Which inputs matter most

You enter System Cost (Installed), Annual Generation (kWh), Electricity Rate per kWh, Self-Consumption, and Feed-in Rate per kWh. Not every input has equal weight. Adjusting one input at a time toward extreme values shows which ones move the result most.

What's happening under the hood

Self-consumed kWh × rate = savings. Exported kWh × feed-in = export income. Annual benefit = savings + income. Total benefit = annual × years. Net ROI = total benefit - system cost. The formula is listed in full below. If the number looks off, you can retrace the calculation by hand — that's the point of showing the working.

Running the sensitivity

Energy prices, usage patterns, and grant availability all move the payback figure. Test at least two scenarios — current rates and a rate 20% higher — to see whether the decision holds up across plausible futures.

What this doesn't capture

Carbon reduction, health benefits, and local air quality have real value the financial figure doesn't price. The calculation gives the money side honestly; for the full picture, note the non-financial benefits alongside.

Example Scenario

££14,000 system generating 4,000kWh at ££0.28/kWh over 25 yearsyrs = 10,100.00.

Inputs

System Cost (Installed):£14,000
Annual Generation (kWh):4,000
Electricity Rate per kWh:£0.28
Self-Consumption:70
Feed-in Rate per kWh:£0.15
Time Horizon:25 years
Expected Result10,100.00

This example uses typical values for illustration. Adjust the inputs above to match a specific situation and see how the result changes.

Sources & Methodology

Methodology

The calculator computes annual financial benefit by splitting generated electricity into two streams. Self-consumed generation (the self-consumption percentage of total annual output) is valued at the electricity rate, representing avoided grid purchases. Remaining generation exported to the grid is valued at the feed-in rate. These two revenue components are summed to produce annual benefit. Total benefit across the specified time horizon is calculated by multiplying annual benefit by the number of years. Net return on investment is derived by subtracting the installed system cost from total benefit. The model assumes constant electricity and feed-in rates throughout the period, treats self-consumption and export percentages as fixed, and does not account for system degradation, maintenance costs, inflation, or changes in consumption patterns.

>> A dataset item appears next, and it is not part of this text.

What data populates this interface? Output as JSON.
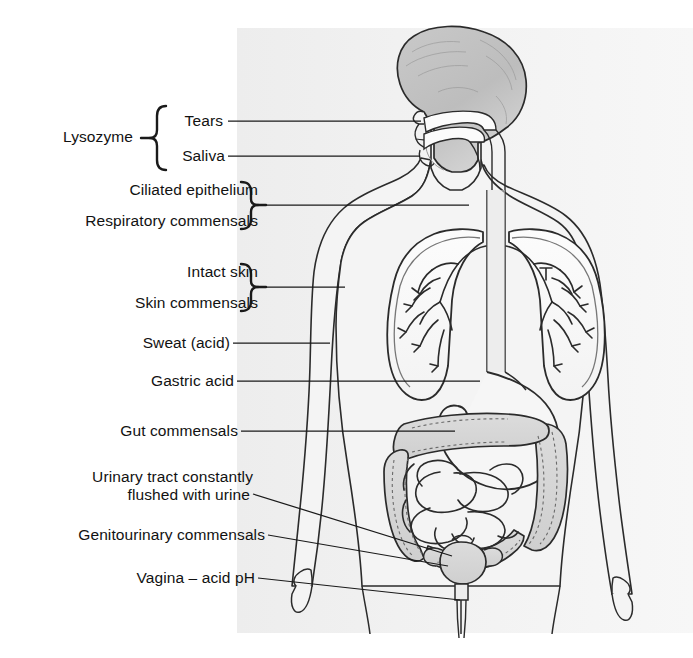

Frequently Asked Questions

What's realistic annual generation?
: 750-950 kWh per kWp installed per year depending on location. A 4kWp system generates ~3,000-3,800 kWh. A 5kWp system generates 3,750-4,750. Southern and south-facing roofs hit top of range; northern and non-optimal orientations hit bottom.
Does battery storage add enough value?
Depends on electricity vs export rate spread. With 28p grid and 15p export, each kWh diverted from export to self-consumption saves 13p. A 5kWh battery cycling daily saves ~240/year. Battery cost 4,000-7,000 means 17-29 year payback on battery alone. Compelling when electricity rates rise further; marginal today.
What happens after 25 years?
Panels typically output 80-85% of original capacity at year 25 (per manufacturer warranties). They keep generating indefinitely at declining output. Inverters usually need replacement at year 10-15 (1,000-2,000). Battery lifespan is 10-15 years. Factor replacement costs if projecting beyond 15-20 years.
Are government incentives included?
Not in the calculation. SEG (Smart Export Guarantee) rates are captured via the feed-in rate input. Historical FIT (Feed-in Tariff) was much higher but closed to new entrants. VAT reduced to 0% on installations through 2027 - this is already reflected in installer prices you'd get today.